Saturday, June 13, 2020

Anthony Eden, Robert Anthony Eden, 1st Earl of Avon (12 June 1897 – 14 January 1977) British Conservative politician , Foreign Secretary and then as Prime Minister of the United Kingdom from 1955 to 1957

Anthony Eden, Robert Anthony Eden, 1st Earl of Avon (12 June 1897 – 14 January 1977) British Conservative politician , Foreign Secretary and then as Prime Minister of the United Kingdom from 1955 to 1957

Robert Anthony Eden, 1st Earl of AvonKG, MC, PC (12 June 1897 – 14 January 1977) was a British Conservative politician who served three periods as Foreign Secretary and then a relatively brief term as Prime Minister of the United Kingdom from 1955 to 1957.

Anthony Eden circa 1942

Achieving rapid promotion as a young Member of Parliament, he became Foreign Secretary aged 38,

before resigning in protest at Neville Chamberlain's appeasement policy towards Mussolini's Italy.[1][2] He again held that position for most of the Second World War, and a third time in the early 1950s. Having been deputy to Winston Churchill for almost 15 years, he succeeded him as the leader of the Conservative Party and prime minister in April 1955, and a month later won a general election.

Eden's worldwide reputation as an opponent of appeasement, a "man of peace", and a skilled diplomat was overshadowed in 1956 when the United States refused to support the Anglo-French military response to the Suez Crisis, which critics across party lines regarded as an historic setback for British foreign policy, signalling the end of British predominance in the Middle East.[3] Most historians argue that he made a series of blunders, especially not realising the depth of American opposition to military action.[4] Two months after ordering an end to the Suez operation, he resigned as prime minister on grounds of ill health and because he was widely suspected of having misled the House of Commons over the degree of collusion with France and Israel.[5]

Eden is generally ranked among the least successful British prime ministers of the 20th century,[6] although two broadly sympathetic biographies (in 1986 and 2003) have gone some way to shifting the balance of opinion.[7] Biographer D. R. Thorpe described the Suez Crisis as "a truly tragic end to his premiership, and one that came to assume a disproportionate importance in any assessment of his career.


• **What needs to be done**
Of the material below, the lines to be retyped are those from the line containing "What do you see at coordinates (545, 51)" through the line containing "This screenshot has height=726, width=722.", inclusive; reproduce them exactly.

• **Data for this task**
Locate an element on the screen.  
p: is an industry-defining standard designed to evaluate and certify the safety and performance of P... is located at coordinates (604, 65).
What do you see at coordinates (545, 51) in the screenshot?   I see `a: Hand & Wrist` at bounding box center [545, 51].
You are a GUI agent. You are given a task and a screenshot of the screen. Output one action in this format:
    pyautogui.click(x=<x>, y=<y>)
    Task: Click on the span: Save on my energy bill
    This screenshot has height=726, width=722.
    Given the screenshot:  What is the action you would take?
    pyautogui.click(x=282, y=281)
...
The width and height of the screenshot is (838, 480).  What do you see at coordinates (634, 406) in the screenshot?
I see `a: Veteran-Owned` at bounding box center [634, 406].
* * *
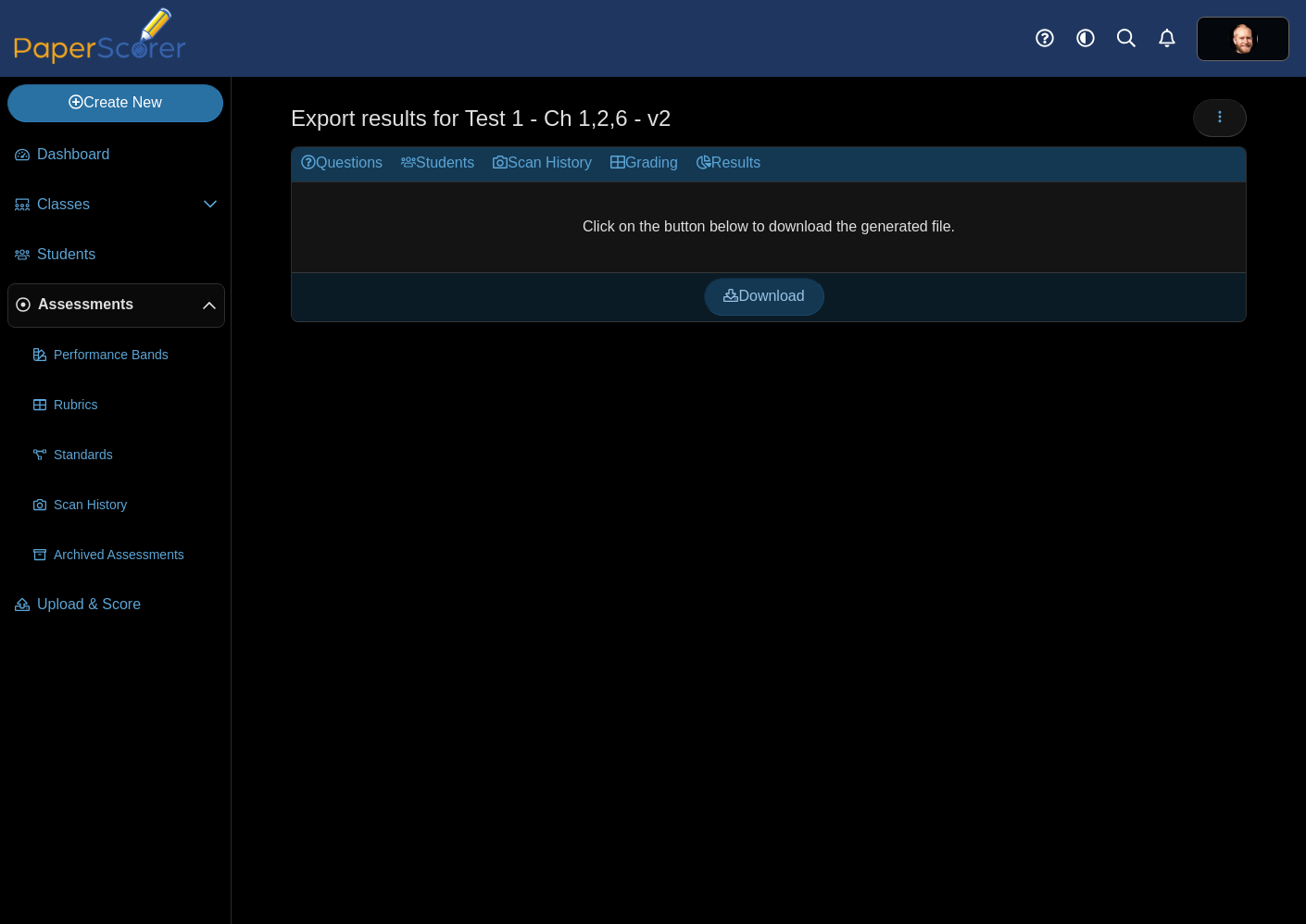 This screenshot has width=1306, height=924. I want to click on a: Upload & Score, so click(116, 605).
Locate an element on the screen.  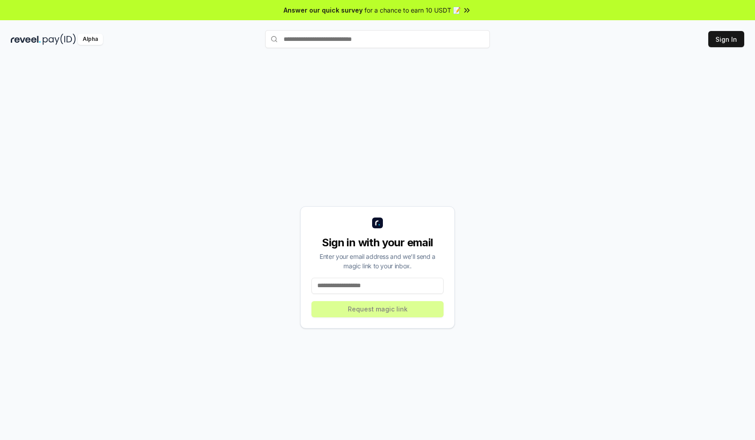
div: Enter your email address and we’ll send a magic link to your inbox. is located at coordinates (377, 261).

• **Solution**
What do you see at coordinates (545, 51) in the screenshot?   I see `a: Hand & Wrist` at bounding box center [545, 51].
You are a GUI agent. You are given a task and a screenshot of the screen. Output one action in this format:
    pyautogui.click(x=<x>, y=<y>)
    Task: Click on the span: Save on my energy bill
    This screenshot has height=726, width=722.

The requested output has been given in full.